Last week I wrote here on the association between blood type and gastric acid secretion. The conclusion was that Blood Type O produces the highest amount of gastric acid—especially secretors (people with the FUT2 gene that means they secrete their blood type into other types of bodily fluids besides just blood—such as digestive juices, for instance. About 80% of the population are secretors.) By contrast, Type A produces the lowest amount of gastric acid.
Blood Types and the Microbiome
There is also growing evidence that your blood type plays a profound role in the composition of your gut microbiome, but there is a greater difference between secretors and non-secretors than there is between the individual secretor blood types (A, B, AB, or O).
But why?
It’s possible that this might be in part due to the alteration of gastric secretions—lower stomach acid can render the terrain more favorable to bacterial overgrowth. I haven’t been able to find specific studies to demonstrate higher risks of certain blood types for SIBO, but this study does say that “blood group A antigens in the secretor subjects are associated with an expansion families of bacteria within the gut.” This was my theory, too: you’d think those with lower gastric acid production would be at higher risk, and we’ve established that those individuals are Blood Type A (or, presumably, anybody who has been taking acid-blocking medications for any length of time).
According to Dr D’Adamo, there is another reason why blood type influences the microbiome composition, at least in the case of secretors. Certain bacteria are able to metabolize the antigens expressed that indicate blood type and use it as food–different bacteria for different blood types. And as we all know, what you feed, grows.
It’s also quite clear that your blood type influences susceptibility to various different types of infectious disease. This makes sense, since your microbiome plays a key role in protecting you against foreign invaders.
Evidence for the Blood Type Diet?
As a reminder, the Blood Type Diet is based on the idea that lectins (or tiny proteins) on certain foods cross-react with the antigens produced by certain blood types, producing agglutination (sticking together) of red blood cells, and therefore cellular damage and inflammation.
On one hand, we know that the process of digestion and cooking destroys most lectins in our foods—most, but not all. But in the case of secretors, some of those lectins will come in contact with blood antigens in the digestive tract itself. And we do have evidence that lectins from food interact with blood antigens—potentially causing agglutination. If this is the case, it does stand to reason that the resulting inflammation might serve as a trigger for leaky gut syndrome. Once this occurs, some of those lectins that might otherwise have been destroyed in digestion could wander far and wide throughout the body (along with lipopolysaccharides, or LPS, which would certainly also contribute to inflammation.)
The Upshot
Your microbiome is a big deal. It’s critically important to your immune system, helping to defend you against foreign invaders, and also teaching it to recognize friend versus foe. This helps to protect you against allergies and autoimmunity.
While the jury is still out on whether following the blood type diet can improve your health, the number of recent studies indicating an effect of blood type on microflora certainly suggest that the need for further large-scale studies.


TASK DESCRIPTION: Your reply should be the records below, duplicated exactly, with any picture removed.
Start of DATA FOR THE TASK
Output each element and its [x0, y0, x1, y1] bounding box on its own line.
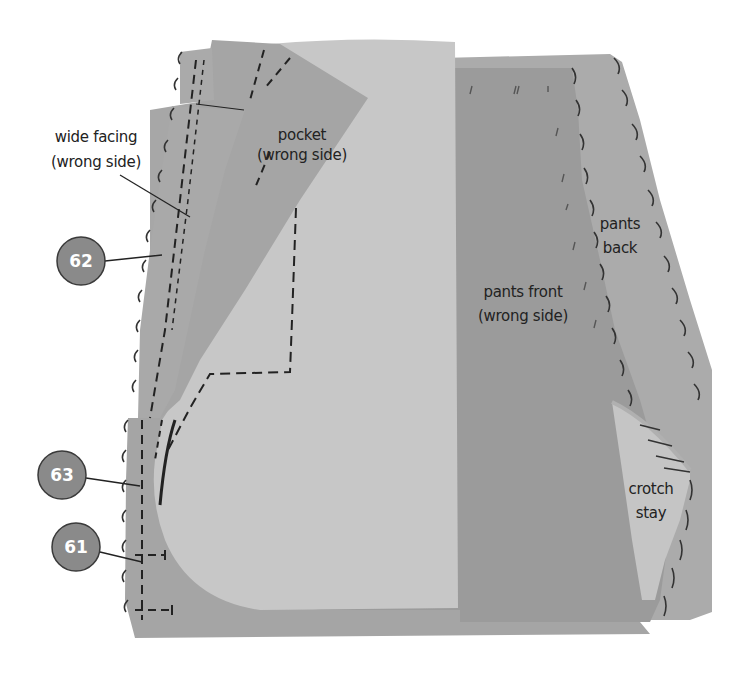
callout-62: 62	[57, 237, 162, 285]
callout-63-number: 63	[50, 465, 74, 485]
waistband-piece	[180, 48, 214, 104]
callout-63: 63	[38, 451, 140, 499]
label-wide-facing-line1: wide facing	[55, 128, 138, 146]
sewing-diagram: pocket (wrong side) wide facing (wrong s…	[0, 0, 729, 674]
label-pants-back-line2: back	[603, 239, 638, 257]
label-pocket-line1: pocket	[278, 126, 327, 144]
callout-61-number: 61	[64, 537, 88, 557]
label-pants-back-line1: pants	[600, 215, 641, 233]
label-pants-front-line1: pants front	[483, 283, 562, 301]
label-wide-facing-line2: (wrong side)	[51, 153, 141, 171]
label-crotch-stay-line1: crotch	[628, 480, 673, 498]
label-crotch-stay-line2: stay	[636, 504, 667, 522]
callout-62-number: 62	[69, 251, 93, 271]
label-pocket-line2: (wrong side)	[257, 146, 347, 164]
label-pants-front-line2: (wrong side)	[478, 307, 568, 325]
End of DATA FOR THE TASK
RESULT FOR THIS EXERCISE:
Output each element and its [x0, y0, x1, y1] bounding box on its own line.
callout-62: 62	[57, 237, 162, 285]
callout-63-number: 63	[50, 465, 74, 485]
waistband-piece	[180, 48, 214, 104]
callout-63: 63	[38, 451, 140, 499]
label-wide-facing-line1: wide facing	[55, 128, 138, 146]
sewing-diagram: pocket (wrong side) wide facing (wrong s…	[0, 0, 729, 674]
label-pants-back-line2: back	[603, 239, 638, 257]
label-pocket-line1: pocket	[278, 126, 327, 144]
callout-61-number: 61	[64, 537, 88, 557]
label-pants-back-line1: pants	[600, 215, 641, 233]
label-pants-front-line1: pants front	[483, 283, 562, 301]
label-wide-facing-line2: (wrong side)	[51, 153, 141, 171]
label-crotch-stay-line1: crotch	[628, 480, 673, 498]
label-crotch-stay-line2: stay	[636, 504, 667, 522]
callout-62-number: 62	[69, 251, 93, 271]
label-pocket-line2: (wrong side)	[257, 146, 347, 164]
label-pants-front-line2: (wrong side)	[478, 307, 568, 325]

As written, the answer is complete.